The refusal to name Islamic extremism as the central threat has drawn anger from Republicans and confusion from some terrorism experts who say the threat from Muslim-aligned radicals should be addressed directly.
“I think the criticism is understandable — the terrorists themselves are claiming to be doing this in the name of Islam, and the White House is having to walk this very fine line,” said Bobby Ghosh, a CNN global affairs analyst. “It basically risks scorn because people are going to take away from this — some people — that the White House is bending over too far backwards and not addressing the problem head on.”
Obama and his aides say they’re wary of elevating the terrorists who committed attacks in Paris and Copenhagen into religious warriors, even if those culprits were acting in the name of Islam. And officials worry Muslim communities — most of which reject extremist ideology — could be further ostracized if the government focuses on radical cells.
“I don’t quibble with labels. I think we all recognize that this is a particular problem that has roots in Muslim communities,” Obama told CNN’s Fareed Zakaria in a January interview. “But I think we do ourselves a disservice in this fight if we are not taking into account the fact that the overwhelming majority of Muslims reject this ideology.”

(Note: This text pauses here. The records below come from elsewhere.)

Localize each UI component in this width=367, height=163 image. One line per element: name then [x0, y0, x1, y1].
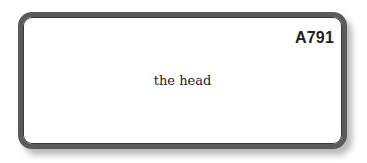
- card-text: the head: [23, 73, 342, 88]
- flashcard: A791 the head: [18, 12, 347, 149]
- card-id-label: A791: [295, 29, 334, 47]
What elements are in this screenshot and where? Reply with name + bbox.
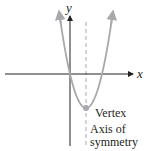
vertex-point — [83, 105, 89, 111]
x-axis-label: x — [136, 66, 143, 81]
vertex-label: Vertex — [95, 106, 126, 120]
left-arm-arrow — [59, 11, 61, 25]
right-arm-arrow — [111, 11, 113, 25]
axis-of-symmetry-label-line1: Axis of — [90, 122, 126, 136]
y-axis-label: y — [64, 0, 72, 15]
axis-of-symmetry-label-line2: symmetry — [90, 135, 138, 149]
parabola-diagram: y x Vertex Axis of symmetry — [0, 0, 147, 151]
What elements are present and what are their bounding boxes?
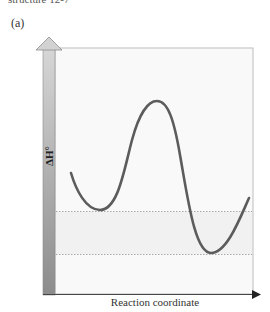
y-axis-label: ΔH° (43, 146, 55, 166)
x-axis-label: Reaction coordinate (0, 296, 270, 308)
energy-diagram (0, 0, 270, 312)
plot-frame (55, 48, 253, 294)
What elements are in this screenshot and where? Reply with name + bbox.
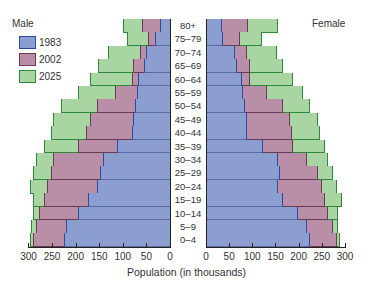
x-tick [252,243,253,247]
male-bar-1983 [66,220,170,234]
male-bar-1983 [146,46,170,60]
x-tick-label: 0 [155,251,185,262]
age-group-label: 40–44 [172,127,204,138]
female-bar-1983 [206,86,243,100]
legend-swatch-2025 [19,70,36,83]
age-group-label: 45–49 [172,114,204,125]
male-bar-1983 [144,59,170,73]
age-group-label: 30–34 [172,154,204,165]
male-bar-1983 [138,73,170,87]
x-tick [345,243,346,247]
x-tick [146,243,147,247]
female-bar-1983 [206,180,278,194]
female-bar-1983 [206,46,235,60]
right-x-axis [206,247,346,248]
female-bar-1983 [206,220,307,234]
male-bar-1983 [135,99,170,113]
female-bar-1983 [206,166,280,180]
male-bar-1983 [64,233,170,247]
female-bar-1983 [206,207,298,221]
age-group-label: 5–9 [172,221,204,232]
age-group-label: 25–29 [172,167,204,178]
male-bar-1983 [155,32,170,46]
x-tick [229,243,230,247]
female-bar-1983 [206,113,247,127]
age-group-label: 70–74 [172,47,204,58]
age-group-label: 35–39 [172,141,204,152]
x-tick [170,243,171,247]
legend-label-2025: 2025 [39,71,61,82]
male-bar-1983 [103,153,170,167]
male-bar-1983 [133,113,170,127]
x-tick [322,243,323,247]
female-bar-1983 [206,99,245,113]
male-bar-1983 [100,166,170,180]
female-bar-1983 [206,73,242,87]
x-tick [52,243,53,247]
male-label: Male [12,18,34,29]
age-group-label: 75–79 [172,33,204,44]
female-label: Female [312,18,345,29]
male-bar-1983 [117,140,170,154]
female-bar-1983 [206,140,263,154]
left-x-axis [28,247,171,248]
age-group-label: 50–54 [172,100,204,111]
x-tick [299,243,300,247]
legend-swatch-1983 [19,36,36,49]
age-group-label: 20–24 [172,181,204,192]
female-bar-1983 [206,32,223,46]
age-group-label: 15–19 [172,194,204,205]
legend-label-2002: 2002 [39,54,61,65]
male-bar-1983 [132,126,170,140]
x-tick-label: 300 [330,251,360,262]
male-bar-1983 [78,207,170,221]
male-bar-1983 [160,19,170,33]
age-group-label: 60–64 [172,74,204,85]
female-bar-1983 [206,59,237,73]
female-bar-1983 [206,153,278,167]
male-bar-1983 [97,180,170,194]
x-axis-title: Population (in thousands) [127,266,246,278]
age-group-label: 10–14 [172,208,204,219]
age-group-label: 55–59 [172,87,204,98]
x-tick [28,243,29,247]
legend-swatch-2002 [19,53,36,66]
female-bar-1983 [206,126,247,140]
x-tick [99,243,100,247]
age-group-label: 65–69 [172,60,204,71]
x-tick [275,243,276,247]
male-bar-1983 [137,86,170,100]
right-center-line [206,19,207,247]
female-bar-1983 [206,233,310,247]
left-center-line [170,19,171,247]
male-bar-1983 [88,193,170,207]
female-bar-1983 [206,19,222,33]
x-tick [76,243,77,247]
x-tick [123,243,124,247]
age-group-label: 80+ [172,20,204,31]
x-tick [206,243,207,247]
female-bar-1983 [206,193,283,207]
age-group-label: 0–4 [172,234,204,245]
legend-label-1983: 1983 [39,37,61,48]
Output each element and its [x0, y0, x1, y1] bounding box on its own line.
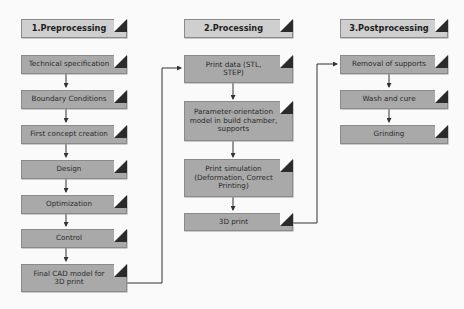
- step-print-data: Print data (STL, STEP): [184, 55, 293, 83]
- folded-corner-icon: [114, 160, 127, 173]
- folded-corner-icon: [280, 213, 293, 226]
- folded-corner-icon: [114, 125, 127, 138]
- folded-corner-icon: [435, 125, 448, 138]
- connector-print-to-removal: [293, 64, 337, 223]
- folded-corner-icon: [435, 90, 448, 103]
- step-first-concept-creation: First concept creation: [21, 125, 127, 144]
- folded-corner-icon: [280, 55, 293, 68]
- step-removal-of-supports: Removal of supports: [340, 55, 448, 74]
- folded-corner-icon: [114, 229, 127, 242]
- folded-corner-icon: [280, 19, 293, 32]
- folded-corner-icon: [280, 159, 293, 172]
- step-parameter-orientation: Parameter-orientation model in build cha…: [184, 101, 293, 141]
- step-3d-print: 3D print: [184, 213, 293, 231]
- step-print-simulation: Print simulation (Deformation, Correct P…: [184, 159, 293, 197]
- step-optimization: Optimization: [21, 195, 127, 214]
- folded-corner-icon: [435, 19, 448, 32]
- header-postprocessing: 3.Postprocessing: [340, 19, 448, 38]
- step-wash-and-cure: Wash and cure: [340, 90, 448, 109]
- step-design: Design: [21, 160, 127, 179]
- folded-corner-icon: [114, 264, 127, 277]
- folded-corner-icon: [435, 55, 448, 68]
- header-processing: 2.Processing: [184, 19, 293, 38]
- step-boundary-conditions: Boundary Conditions: [21, 90, 127, 109]
- step-technical-specification: Technical specification: [21, 55, 127, 74]
- step-control: Control: [21, 229, 127, 248]
- folded-corner-icon: [114, 19, 127, 32]
- folded-corner-icon: [280, 101, 293, 114]
- header-preprocessing: 1.Preprocessing: [21, 19, 127, 38]
- step-final-cad-model: Final CAD model for 3D print: [21, 264, 127, 292]
- step-grinding: Grinding: [340, 125, 448, 144]
- folded-corner-icon: [114, 195, 127, 208]
- connector-lines: [0, 0, 464, 309]
- folded-corner-icon: [114, 90, 127, 103]
- connector-cad-to-print-data: [127, 68, 181, 283]
- folded-corner-icon: [114, 55, 127, 68]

Obama also painted the campaign against radicalization and extremism as “ultimately a battle for hearts and minds” in an opinion piece published Wednesday in the Los Angeles Times. He added that the focus of the summit would be on ways to empower local communities.
He noted that community leaders from major U.S. cities will highlight their own successes in empowering their communities and keeping extremist ideologies at bay.
“We know from experience that the best way to protect people, especially young people, from falling into the grip of violent extremists is the support of their family, friends, teachers and faith leaders,” Obama wrote. “Groups like al Qaeda and ISIL exploit the anger that festers when people feel that injustice and corruption leave them with no chance of improving their lives. The world has to offer today’s youth something better.”
And in the editorial, Obama again honed in on another root cause of extremism: authoritarian governments that deny human rights, which is often viewed as a festering source of extremism in the Middle East.
Obama again avoided honing in on Muslim extremism — or as conservatives would have Obama call it, radical Islam. While acknowledging attacks by Muslim extremists, Obama also identified other extremist attacks not perpetrated in the name of Islam, like the attacks on a Sikh temple in Wisconsin in 2012 and on a Jewish community center last year, both perpetrated by white supremacists.
Eric Holder, Obama’s attorney general, downplayed the language the administration chooses to describe its efforts against extremism, and characterized the controversy around the matter as a right-wing media creation.
“If Fox didn’t talk about this, they would have nothing else to talk about,” Holder said at a journalism forum in Washington on Tuesday.
“I don’t worry an awful lot about what the appropriate terminology ought to be,” Holder said. “I think that people need to actually think about that and think about really, we’re having this conversation about words as opposed to what our actions ought to be?”
In organizing this week’s summit, officials say a priority is identifying and preventing Islamic extremism in the United States, Europe and the Middle East, even if the official name for the event doesn’t spell that out.
The summit, which was announced in the early fall and originally meant for October, was postponed for unnamed reasons. The White House said the January terrorist attacks in Paris, which were perpetrated by Muslim extremists, prompted Obama’s aides to put the summit on the schedule. In the months the summit was delayed, Islamists have also committed attacks in Canada, Australia and Denmark.
The gathering is drawing top U.S. law enforcement and counterterror officials along with foreign and interior ministers from Europe, the Middle East and Asia. Spread over three days, the summit is slated to focus both on efforts within the United States to combat extremist ideology and programs being developed overseas.
U.S. officials say they want community and national leaders to share effective techniques used to combat extremist messages, with a particular focus on social or religious communities’ ability to counter extremism within their own ranks.
Vice President Joe Biden, making remarks on the opening day of the summit, said on Tuesday the U.S. “needs answers to go beyond a military answer.”
“We need answers that go beyond force,” Biden said. “Countries — all of us, including the United States — we have to work from the ground up and engage our communities and engage those who might be susceptible to being radicalized because they are marginalized.”
Obama will make remarks twice: once on Wednesday during a meeting on how specific U.S. cities are handling the threat of extremism, and again to a meeting of foreign ministers at the State Department on Thursday.